At the same time, multiple speakers warned against treating access as purely a measure of speed and case clearance. Digital exclusion remains significant, and vulnerable users may struggle most with unregulated tools that provide confident but wrong answers. That tension – expanding access while avoiding a two-tier system – is likely to shape future rulemaking and standards.
- Trust, evidence integrity and the new satellite disputes
Public confidence was the conference’s centre of gravity – from Tana Adkin KC’s practitioner-focused caution to courtroom insights from Alan Parfery (Advocate Depute, Crown Office and Procurator Fiscal Service), alongside civil practice perspectives from Sophie Mitchell (Barrister, St Pauls Chambers). Concerns focused on predictable fault lines: hallucinated legal authorities, hidden prompt manipulation, confidentiality breaches through public tools, and the rising plausibility of synthetic evidence (including deepfakes).
For corporate litigants, two things follow. First, the authenticity of digital material will become a more routine contested issue – not only in fraud-heavy cases, but anywhere video, audio, messaging or screenshots matter. Secondly, AI may increase the amount of checking work required: verifying authorities, validating translations and summaries, and scrutinising opponent materials that appear AI-generated. The risk is not just bad conduct; it is time and cost migrating from substantive issues into integrity disputes.
Practical takeaways for corporates
- Expect an increase in claims. As portals and legal-tech tools mature, organisations should anticipate higher volumes of claims, complaints and information requests that are easier to generate and more standardised in form.
- Treat evidence governance as crucial. Maintaining a defensible audit trail for key evidence – where it came from, who handled it, and how versions were controlled will matter more when authenticity is questioned.
- Be ready for AI transparency expectations. Even without changes to the rules, parties will press for disclosure of AI use where it could affect reliability (summaries, translations, document review workflows).

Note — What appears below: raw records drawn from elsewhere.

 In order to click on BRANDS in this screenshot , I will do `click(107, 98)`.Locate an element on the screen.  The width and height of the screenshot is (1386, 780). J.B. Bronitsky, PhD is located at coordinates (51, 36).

- Assume verification remains non-delegable. AI can assist, but responsibility stays with the lawyer and client teams signing off the output.
- Engage with the design of digital systems. As the courts move towards systems that help to run cases online from start to finish, the practical impact will depend on how well those systems work.
Conclusion
The conference was not a sales pitch for AI. It was an argument that justice reform now depends on disciplined, governed deployment of technology – with inclusion and trust treated as key. For corporates, this shift changes the environment in which disputes arise and are processed. A more navigable justice system may broaden participation and increase claim volumes, but a more AI-enabled system will intensify scrutiny of evidence integrity and verification practices. The organisations that cope best will be those that treat these developments as part of litigation readiness and operational resilience, not just as “court modernisation” happening somewhere else.